I guess an alternative could be

def train(config, checkpoint_dir=None):
    alpha = config["alpha"]
    beta = config["beta"]
    # ...

tune.run(
    train,
    config=load_hydra_config("hydra-config.yaml"),
    # ...
)

For me the annoying part is having to insert the proposed parameter into the configuration as an extra step.

I also have to ensure the dot paths that I define in the search space actually map to real parameters being passed into the model, not too difficult but adds surface area for errors.


my config structure currently looks like this

config
├── dataset
│   ├── local.yaml
│   └── sepsis.yaml
├── dev.yaml
└── experiment
    ├── resnet1d.yaml
    └── rnn.yaml

dev.yaml looks like this

defaults:
  - dataset: sepsis
  - experiment: rnn

rnn.yaml

model:
  type: rnn
  config:
    layers: 3
    in_features: null 
    out_features: null
    hidden_features: 5

search_space:
- name: experiment.lr
  type: double
  bounds:
    max: 0.01
    min: 0.000001
- name: experiment.model.config.hidden_features
  type: int
  bounds:
    min: 4
    max: 9
- name: experiment.model.config.dropout
  type: double
  bounds:
    min: 0
    max: 1
lr: 0.001

and dataset/sepsis.yaml

cohort_name: all_patients
vitals: 
  - heart_rate
  - temperature
  - bp_mean
  - bp_systolic
  - bp_diastolic
diagnoses: 
  - sepsis
meta_database: testbucketed_meta
database: testbucketed_mimic_iv
data_root: ~/data

With this I don’t see a clear way to define hyperparameters over the dataset without some boilerplate to combine the search space dictionaries it also wouldn’t work for more dynamic configurations where the dot path to the hyperparameter may not be known ahead of time (no actual use cases for this at the moment however so may be over thinking it)
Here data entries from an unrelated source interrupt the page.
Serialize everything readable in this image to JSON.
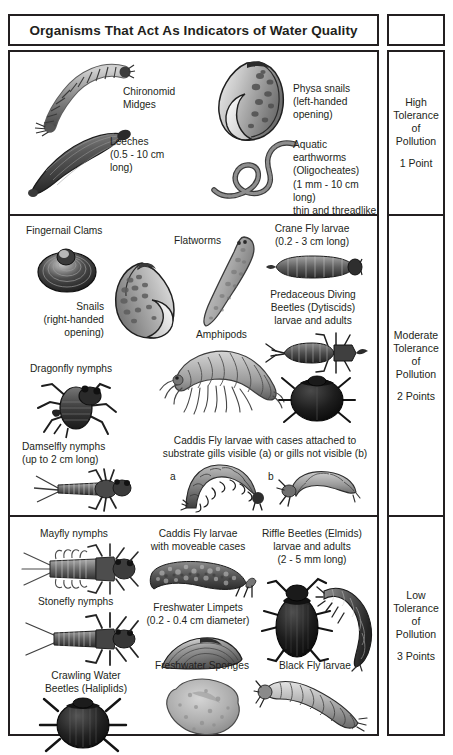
{
  "title": "Organisms That Act As Indicators of Water Quality",
  "sections": [
    {
      "id": "high",
      "tolerance": {
        "line1": "High",
        "line2": "Tolerance",
        "line3": "of",
        "line4": "Pollution",
        "points": "1 Point"
      },
      "organisms": [
        {
          "name": "chironomid-midges",
          "caption": "Chironomid\nMidges"
        },
        {
          "name": "leeches",
          "caption": "Leeches\n(0.5 - 10 cm\nlong)"
        },
        {
          "name": "physa-snails",
          "caption": "Physa snails\n(left-handed\nopening)"
        },
        {
          "name": "aquatic-earthworms",
          "caption": "Aquatic earthworms\n(Oligocheates)\n(1 mm - 10 cm long)\nthin and threadlike"
        }
      ]
    },
    {
      "id": "moderate",
      "tolerance": {
        "line1": "Moderate",
        "line2": "Tolerance",
        "line3": "of",
        "line4": "Pollution",
        "points": "2 Points"
      },
      "organisms": [
        {
          "name": "fingernail-clams",
          "caption": "Fingernail Clams"
        },
        {
          "name": "snails-right-handed",
          "caption": "Snails\n(right-handed\nopening)"
        },
        {
          "name": "dragonfly-nymphs",
          "caption": "Dragonfly nymphs"
        },
        {
          "name": "damselfly-nymphs",
          "caption": "Damselfly nymphs\n(up to 2 cm long)"
        },
        {
          "name": "flatworms",
          "caption": "Flatworms"
        },
        {
          "name": "amphipods",
          "caption": "Amphipods"
        },
        {
          "name": "crane-fly-larvae",
          "caption": "Crane Fly larvae\n(0.2 - 3 cm long)"
        },
        {
          "name": "predaceous-diving-beetles",
          "caption": "Predaceous Diving\nBeetles (Dytiscids)\nlarvae and adults"
        },
        {
          "name": "caddis-fly-larvae-attached",
          "caption": "Caddis Fly larvae with cases attached to\nsubstrate gills visible (a) or gills not visible (b)"
        }
      ],
      "sublabels": {
        "a": "a",
        "b": "b"
      }
    },
    {
      "id": "low",
      "tolerance": {
        "line1": "Low",
        "line2": "Tolerance",
        "line3": "of",
        "line4": "Pollution",
        "points": "3 Points"
      },
      "organisms": [
        {
          "name": "mayfly-nymphs",
          "caption": "Mayfly nymphs"
        },
        {
          "name": "stonefly-nymphs",
          "caption": "Stonefly nymphs"
        },
        {
          "name": "crawling-water-beetles",
          "caption": "Crawling Water\nBeetles (Haliplids)"
        },
        {
          "name": "caddis-fly-larvae-moveable",
          "caption": "Caddis Fly larvae\nwith moveable cases"
        },
        {
          "name": "freshwater-limpets",
          "caption": "Freshwater Limpets\n(0.2 - 0.4 cm diameter)"
        },
        {
          "name": "freshwater-sponges",
          "caption": "Freshwater Sponges"
        },
        {
          "name": "riffle-beetles",
          "caption": "Riffle Beetles (Elmids)\nlarvae and adults\n(2 - 5 mm long)"
        },
        {
          "name": "black-fly-larvae",
          "caption": "Black Fly larvae"
        }
      ]
    }
  ],
  "colors": {
    "ink": "#231f20",
    "paper": "#ffffff",
    "art_dark": "#2b2b2b",
    "art_mid": "#8a8a8a",
    "art_light": "#d4d4d4"
  }
}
Ideally I just want to be able to define the search space directly where it will be used and then tune looks through the config for tunable hyperparameters and transparently replaces the search space definition with the suggested value.

eg rnn.yaml would turn into something like

model:
  type: rnn
  config:
    layers: 3
    in_features: null 
    out_features: null
    hidden_features:
      __tuneparameter__: true
      type: int
      bounds:
        min: 4
        max: 9
        
lr:
  __tuneparameter__: true
  type: double
  bounds:
    max: 0.01
    min: 0.000001

From your proposal I am not really sure I understand what is happening that is different from how it currently works, there may be some disconnect as I have only used the sigopt suggester though

Ok, this sounds more like the second alternative. Basically here we would use load_hydra_config to parse the yaml files and construct the search space (and the constant parameters). Does that make sense?
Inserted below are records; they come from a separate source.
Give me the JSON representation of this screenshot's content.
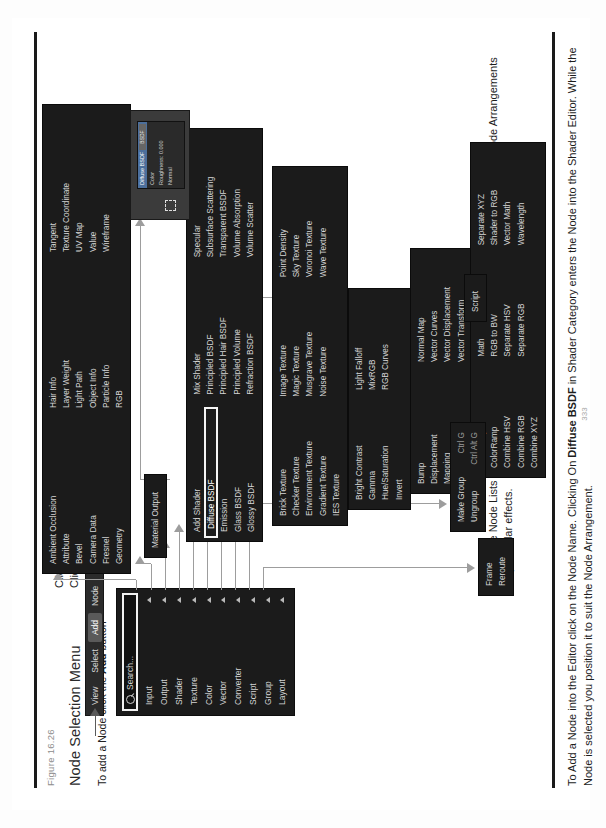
{
  "page": {
    "figure_number": "Figure 16.26",
    "title": "Node Selection Menu",
    "lead_bold": "To add a Node click the ",
    "lead_strong": "Add",
    "lead_tail": " button",
    "page_number": "333"
  },
  "paragraphs": {
    "top_line_1": "Clicking Add displays the Node Category Menu with the Search Panel at the top.",
    "top_line_2": "Clicking on a Category opens a Node List.",
    "middle": "Having the Node Lists displayed assists when following tutorials and seeking to replicate Node Arrangements for particular effects.",
    "bottom_1": "To Add a Node into the Editor click on the Node Name. Clicking On ",
    "bottom_bold_1": "Diffuse BSDF",
    "bottom_2": " in Shader Category enters the Node into the Shader Editor. While the Node is selected you position it to suit the Node Arrangement."
  },
  "menubar": {
    "items": [
      {
        "label": "View",
        "active": false
      },
      {
        "label": "Select",
        "active": false
      },
      {
        "label": "Add",
        "active": true
      },
      {
        "label": "Node",
        "active": false
      }
    ],
    "checkbox_label": "Use Nodes",
    "checkbox_checked": true
  },
  "category_menu": {
    "search_placeholder": "Search...",
    "items": [
      "Input",
      "Output",
      "Shader",
      "Texture",
      "Color",
      "Vector",
      "Converter",
      "Script",
      "Group",
      "Layout"
    ]
  },
  "lists": {
    "input": {
      "name": "Input",
      "items": [
        "Ambient Occlusion",
        "Attribute",
        "Bevel",
        "Camera Data",
        "Fresnel",
        "Geometry",
        "Hair Info",
        "Layer Weight",
        "Light Path",
        "Object Info",
        "Particle Info",
        "RGB",
        "Tangent",
        "Texture Coordinate",
        "UV Map",
        "Value",
        "Wireframe"
      ]
    },
    "output": {
      "name": "Output",
      "items": [
        "Material Output"
      ]
    },
    "shader": {
      "name": "Shader",
      "items": [
        "Add Shader",
        "Diffuse BSDF",
        "Emission",
        "Glass BSDF",
        "Glossy BSDF",
        "Mix Shader",
        "Principled BSDF",
        "Principled Hair BSDF",
        "Principled Volume",
        "Refraction BSDF",
        "Specular",
        "Subsurface Scattering",
        "Transparent BSDF",
        "Volume Absorption",
        "Volume Scatter"
      ],
      "selected": "Diffuse BSDF"
    },
    "texture": {
      "name": "Texture",
      "items": [
        "Brick Texture",
        "Checker Texture",
        "Environment Texture",
        "Gradient Texture",
        "IES Texture",
        "Image Texture",
        "Magic Texture",
        "Musgrave Texture",
        "Noise Texture",
        "Point Density",
        "Sky Texture",
        "Voronoi Texture",
        "Wave Texture"
      ]
    },
    "color": {
      "name": "Color",
      "items": [
        "Bright Contrast",
        "Gamma",
        "Hue/Saturation",
        "Invert",
        "Light Falloff",
        "MixRGB",
        "RGB Curves"
      ]
    },
    "vector": {
      "name": "Vector",
      "items": [
        "Bump",
        "Displacement",
        "Mapping",
        "Normal",
        "Normal Map",
        "Vector Curves",
        "Vector Displacement",
        "Vector Transform"
      ]
    },
    "converter": {
      "name": "Converter",
      "items": [
        "Blackbody",
        "ColorRamp",
        "Combine HSV",
        "Combine RGB",
        "Combine XYZ",
        "Math",
        "RGB to BW",
        "Separate HSV",
        "Separate RGB",
        "Separate XYZ",
        "Shader to RGB",
        "Vector Math",
        "Wavelength"
      ]
    },
    "layout": {
      "name": "Layout",
      "items": [
        "Frame",
        "Reroute"
      ]
    },
    "group": {
      "name": "Group",
      "items": [
        {
          "label": "Make Group",
          "shortcut": "Ctrl G"
        },
        {
          "label": "Ungroup",
          "shortcut": "Ctrl Alt G"
        }
      ]
    },
    "script": {
      "name": "Script",
      "items": [
        "Script"
      ]
    }
  },
  "thumbnail": {
    "node_header": "Diffuse BSDF",
    "badge": "BSDF",
    "rows": [
      "Color",
      "Roughness: 0.000",
      "Normal"
    ]
  },
  "colors": {
    "panel_bg": "#1b1b1b",
    "menubar_bg": "#2b2b2b",
    "text": "#d6d6d6",
    "highlight": "#5a5a5a",
    "checkbox": "#4772b3",
    "connector": "#9d9d9d",
    "node_header": "#4c6f9c"
  }
}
In the tuning function, would you be ok with accessing your parameters with config["experiment]["lr"] etc, or would you prefer the hydra-style cfg.experiment.lr? And would this be a hard requirement or is it mostly about defining and parsing the config for you?
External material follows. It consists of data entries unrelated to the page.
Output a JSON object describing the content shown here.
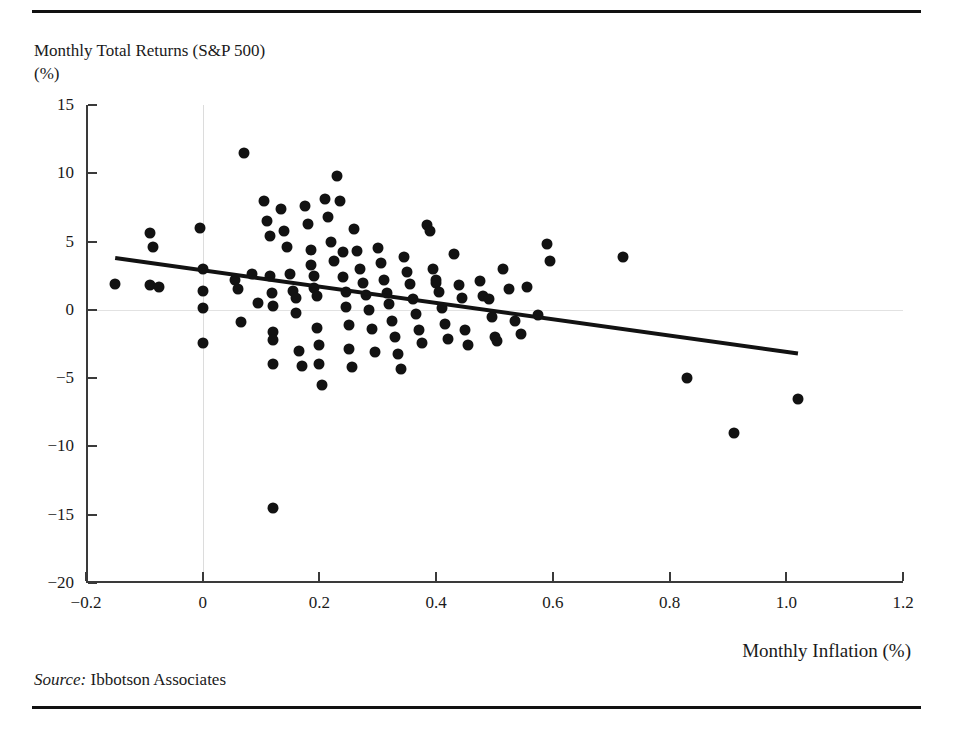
{
  "figure": {
    "y_axis_title_line1": "Monthly Total Returns (S&P 500)",
    "y_axis_title_line2": "(%)",
    "x_axis_title": "Monthly Inflation (%)",
    "source_prefix": "Source:",
    "source_text": " Ibbotson Associates",
    "accent_color": "#121212",
    "gridline_color": "#dcdcdc",
    "axis_color": "#3a3a3a"
  },
  "chart_data": {
    "type": "scatter",
    "title": "",
    "xlabel": "Monthly Inflation (%)",
    "ylabel": "Monthly Total Returns (S&P 500) (%)",
    "xlim": [
      -0.2,
      1.2
    ],
    "ylim": [
      -20,
      15
    ],
    "xticks": [
      "-0.2",
      "0",
      "0.2",
      "0.4",
      "0.6",
      "0.8",
      "1.0",
      "1.2"
    ],
    "xtick_values": [
      -0.2,
      0,
      0.2,
      0.4,
      0.6,
      0.8,
      1.0,
      1.2
    ],
    "yticks": [
      "15",
      "10",
      "5",
      "0",
      "-5",
      "-10",
      "-15",
      "-20"
    ],
    "ytick_values": [
      15,
      10,
      5,
      0,
      -5,
      -10,
      -15,
      -20
    ],
    "grid": "reference lines at x=0 and y=0 only",
    "legend": "none",
    "marker": "filled black circle",
    "trendline": {
      "type": "linear-fit",
      "x_start": -0.15,
      "y_start": 3.8,
      "x_end": 1.02,
      "y_end": -3.2,
      "slope": -5.98,
      "intercept": 2.9,
      "color": "#121212"
    },
    "points": [
      [
        -0.15,
        1.9
      ],
      [
        -0.09,
        5.6
      ],
      [
        -0.085,
        4.6
      ],
      [
        -0.09,
        1.8
      ],
      [
        -0.075,
        1.7
      ],
      [
        -0.005,
        6.0
      ],
      [
        0.0,
        3.0
      ],
      [
        0.0,
        1.4
      ],
      [
        0.0,
        0.1
      ],
      [
        0.0,
        -2.4
      ],
      [
        0.055,
        2.2
      ],
      [
        0.06,
        1.5
      ],
      [
        0.065,
        -0.9
      ],
      [
        0.07,
        11.5
      ],
      [
        0.085,
        2.6
      ],
      [
        0.095,
        0.5
      ],
      [
        0.105,
        8.0
      ],
      [
        0.11,
        6.5
      ],
      [
        0.115,
        5.4
      ],
      [
        0.115,
        2.5
      ],
      [
        0.118,
        1.2
      ],
      [
        0.12,
        0.3
      ],
      [
        0.12,
        -1.6
      ],
      [
        0.12,
        -2.2
      ],
      [
        0.12,
        -4.0
      ],
      [
        0.12,
        -14.5
      ],
      [
        0.135,
        7.4
      ],
      [
        0.14,
        5.8
      ],
      [
        0.145,
        4.6
      ],
      [
        0.15,
        2.6
      ],
      [
        0.155,
        1.4
      ],
      [
        0.16,
        0.9
      ],
      [
        0.16,
        -0.2
      ],
      [
        0.165,
        -3.0
      ],
      [
        0.17,
        -4.1
      ],
      [
        0.175,
        7.6
      ],
      [
        0.18,
        6.3
      ],
      [
        0.185,
        4.4
      ],
      [
        0.185,
        3.3
      ],
      [
        0.19,
        2.5
      ],
      [
        0.19,
        1.6
      ],
      [
        0.195,
        1.0
      ],
      [
        0.195,
        -1.3
      ],
      [
        0.2,
        -2.6
      ],
      [
        0.2,
        -4.0
      ],
      [
        0.205,
        -5.5
      ],
      [
        0.21,
        8.1
      ],
      [
        0.215,
        6.8
      ],
      [
        0.22,
        5.0
      ],
      [
        0.225,
        3.6
      ],
      [
        0.23,
        9.8
      ],
      [
        0.235,
        8.0
      ],
      [
        0.24,
        4.2
      ],
      [
        0.24,
        2.4
      ],
      [
        0.245,
        1.3
      ],
      [
        0.245,
        0.2
      ],
      [
        0.25,
        -1.1
      ],
      [
        0.25,
        -2.9
      ],
      [
        0.255,
        -4.2
      ],
      [
        0.26,
        5.9
      ],
      [
        0.265,
        4.3
      ],
      [
        0.27,
        3.0
      ],
      [
        0.275,
        2.0
      ],
      [
        0.28,
        1.1
      ],
      [
        0.285,
        0.0
      ],
      [
        0.29,
        -1.4
      ],
      [
        0.295,
        -3.1
      ],
      [
        0.3,
        4.5
      ],
      [
        0.305,
        3.4
      ],
      [
        0.31,
        2.2
      ],
      [
        0.315,
        1.2
      ],
      [
        0.32,
        0.4
      ],
      [
        0.325,
        -0.8
      ],
      [
        0.33,
        -2.0
      ],
      [
        0.335,
        -3.2
      ],
      [
        0.34,
        -4.3
      ],
      [
        0.345,
        3.9
      ],
      [
        0.35,
        2.8
      ],
      [
        0.355,
        1.9
      ],
      [
        0.36,
        0.8
      ],
      [
        0.365,
        -0.3
      ],
      [
        0.37,
        -1.5
      ],
      [
        0.375,
        -2.4
      ],
      [
        0.385,
        6.2
      ],
      [
        0.39,
        5.8
      ],
      [
        0.395,
        3.0
      ],
      [
        0.4,
        2.2
      ],
      [
        0.4,
        2.0
      ],
      [
        0.405,
        1.3
      ],
      [
        0.41,
        0.1
      ],
      [
        0.415,
        -1.0
      ],
      [
        0.42,
        -2.1
      ],
      [
        0.43,
        4.1
      ],
      [
        0.44,
        1.8
      ],
      [
        0.445,
        0.9
      ],
      [
        0.45,
        -1.5
      ],
      [
        0.455,
        -2.6
      ],
      [
        0.475,
        2.1
      ],
      [
        0.48,
        1.0
      ],
      [
        0.49,
        0.8
      ],
      [
        0.495,
        -0.5
      ],
      [
        0.5,
        -2.0
      ],
      [
        0.505,
        -2.3
      ],
      [
        0.515,
        3.0
      ],
      [
        0.525,
        1.5
      ],
      [
        0.535,
        -0.8
      ],
      [
        0.545,
        -1.8
      ],
      [
        0.555,
        1.7
      ],
      [
        0.575,
        -0.4
      ],
      [
        0.59,
        4.8
      ],
      [
        0.595,
        3.6
      ],
      [
        0.72,
        3.9
      ],
      [
        0.83,
        -5.0
      ],
      [
        0.91,
        -9.0
      ],
      [
        1.02,
        -6.5
      ]
    ]
  }
}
I do think it’s best to keep to using hydra (OmegaConf really) style access, IMO it looks cleaner but I don’t think this is a functional requirement.

One difficulty I think that may be encountered is the unstandardised ways that suggesters have of defining their search spaces. I am not sure how your proposal handles this (eg. the suggester would already be initialised by the time you run the load_hydra_config function).

And fwiw my project currently looks more like this

@hydra.main(...)
def main(config: OmegaConf):
    # do stuff to setup the train and tune
    
    tune.run(train, ....)

def train(config):
    # do stuff to setup and run train
    model = hydra.utils.instantiate(model)
    dataset = hydra.utils.instantiate(dataset)
    train_model(model, dataset)

So variable access is kind of implicit anyway with hydra.utils.instantiate

Ah interesting! So if Tune were able to parse an OmegaConf object into a tune-compatible config that would work for you?

Then we wouldn’t even need a load_hydra_config anymore, we could just auto-detect OmegaConf and convert from there.

+1 on this idea, I have implemented something very similar to this but with just regular yaml configs, not hydra. It would be amazing to have this functionality come out of the box with hydra usage.